In this post we look at:
- What is the SRA Risk Outlook?
- What does it say?
- Who should read the report?
News and Guidance
Legal Services Board (LSB) Updates
- Consultation: Legal Services Board sets clear outcomes for regulators on lawyers’ ongoing competence: ‘Status quo is not best to protect the public interest’ – expect pressure on the SRA to reform the ‘continuing competence’ (self assessment) system.
- Consultation: Draft business plan 2022/23 – notably, the LSB is looking at the issue of unaffordable professional indemnity insurance (PII) and the impact that firm closures could have on access to justice and the cost of legal services.
SRA Updates
- SRA Compliance Conference 2021: If you didn’t make it to the live event in Birmingham, the SRA has kindly provided recordings and bonus Q&A content on its YouTube channel. Highly recommended watching:
Other updates
- Chatham House report: The UK’s kleptocracy problem – How servicing post-Soviet elites weakens the rule of law – A scathing indictment of professional enablers, making the UK a favoured destination for dirty money: “London has no shortage of lawyers, estate agents and wealth managers offering bespoke instruments for post-Soviet elites to hide their money and gain respectability. Individually, each of these service providers may facilitate a transaction that is legal and within established norms and codes of ethical conduct of these professions. But, although the coordination of enabling activities is usually not done through explicit joint intent, the services provided by the wealth manager, the estate agent and the PR adviser, as well as the welcome from ‘respectable’ UK individuals, complement each other and in many ways could not exist independently.”
- CIPD Guidance: Hybrid working – practical guidance – A useful document, which covers:
- People management
- Recruitment and induction
- Inclusion and fairness
- Health, safety and wellbeing
Webinars
It’s the final countdown of 2021 – our round-up of hot topics past, present and future
A few places remain for our 2021 wrap-up. BOOK NOW to secure your spot.
Key Objectives:
- A re-cap on all the important compliance issues you should have paid attention to in 2021
- A look forward to the hottest topics for 2022
- And of course we will be answering any burning questions you may have!
Disciplinary decisions
- Keyvan Zamanpour – suspended for six months for failing to report his paralegal’s £670k theft from the firm’s client account for fear of SRA intervention. A rare dishonesty case which did not result in a strike off.

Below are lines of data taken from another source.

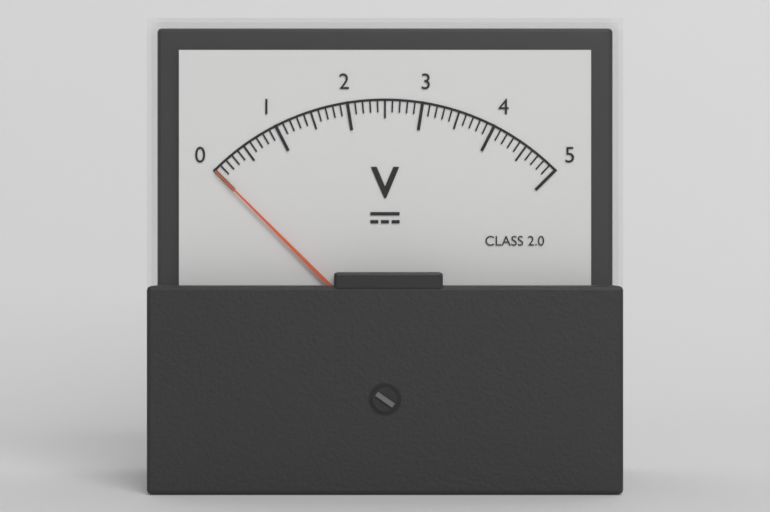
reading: 0.0 V
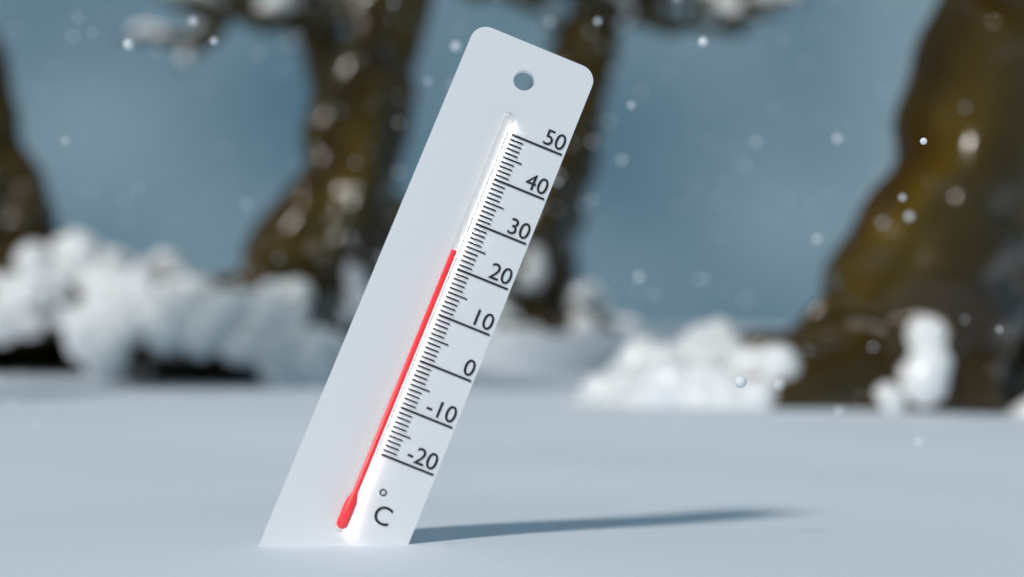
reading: 23 °C
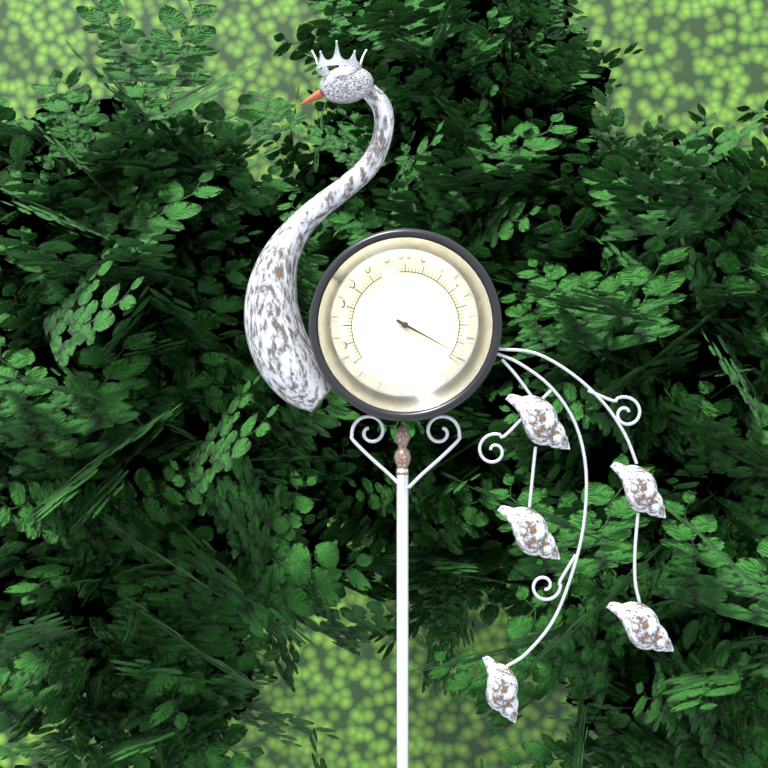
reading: 116 °F
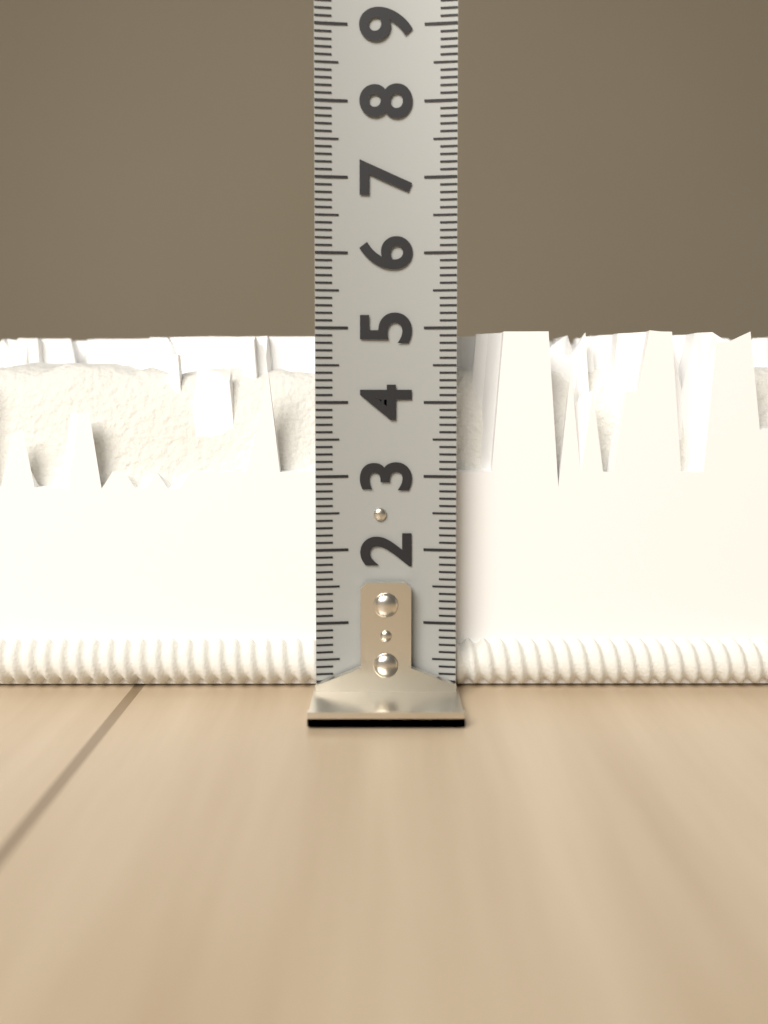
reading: 5.0 (no unit)
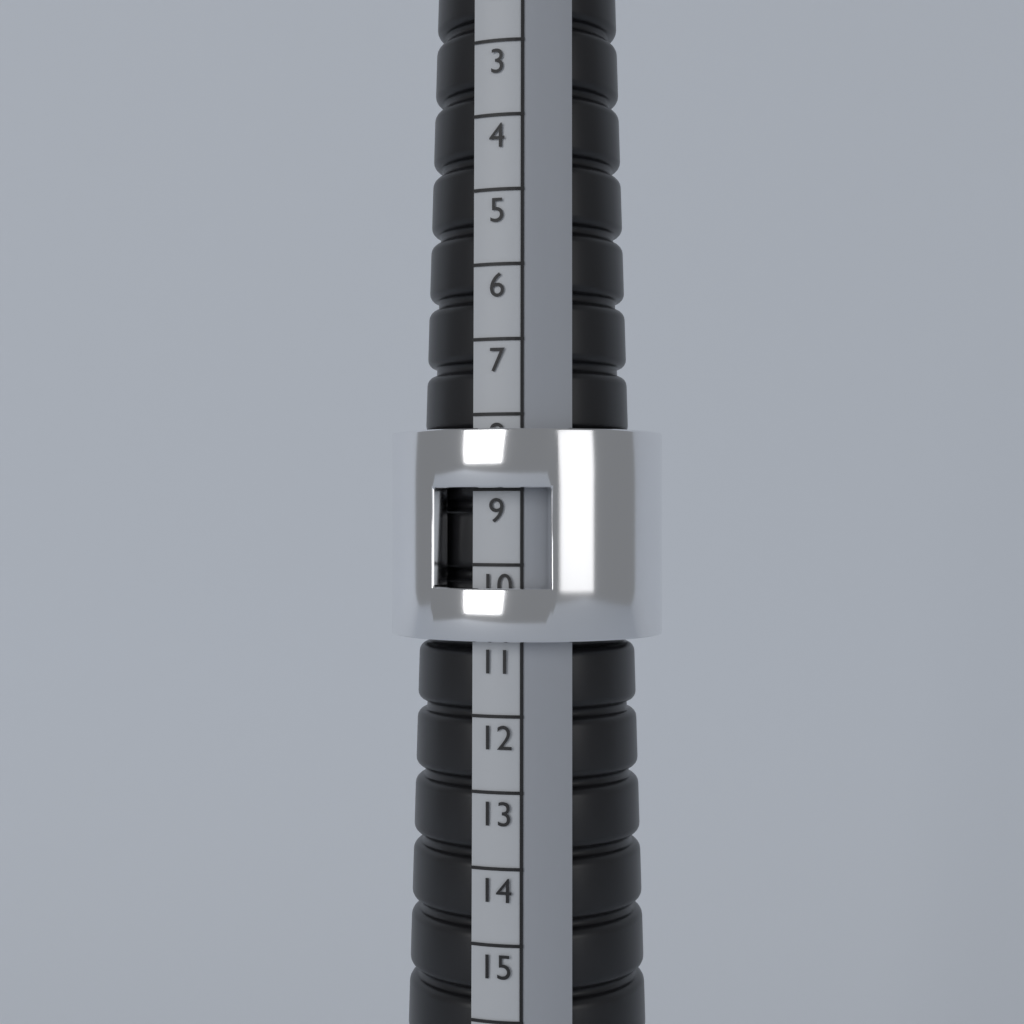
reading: 11 (no unit)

- Peter Miller – fined £2,000 for acting in a conflict situation in a property transaction.
- Sheeba Eeswaramoorthy and Amar-Ul Haq – COFA and partner fined £1,400 each for Accounts Rules breaches.
- Geoffrey Rushton – struck off for misappropriating client money.
- Sam Themis – struck off for failing to keep accounting records and making unauthorised client account transactions.
- Michelle Ryan – secretary ‘struck off’ (Section 43 order) for the relatively mundane offence of misleading the HR department about her holiday allowance.
- Rhodri Griffiths – rebuked following drink driving conviction.
- John Pursley – struck off for backdating documents.
- And spare a thought for Liz Ellen, a former City sports lawyer who was cleared of any professional wrongdoing, but was landed with the SRA’s £500k costs bill. The moral of the story being don’t be unlucky enough to be wrongly pursued by the regulator.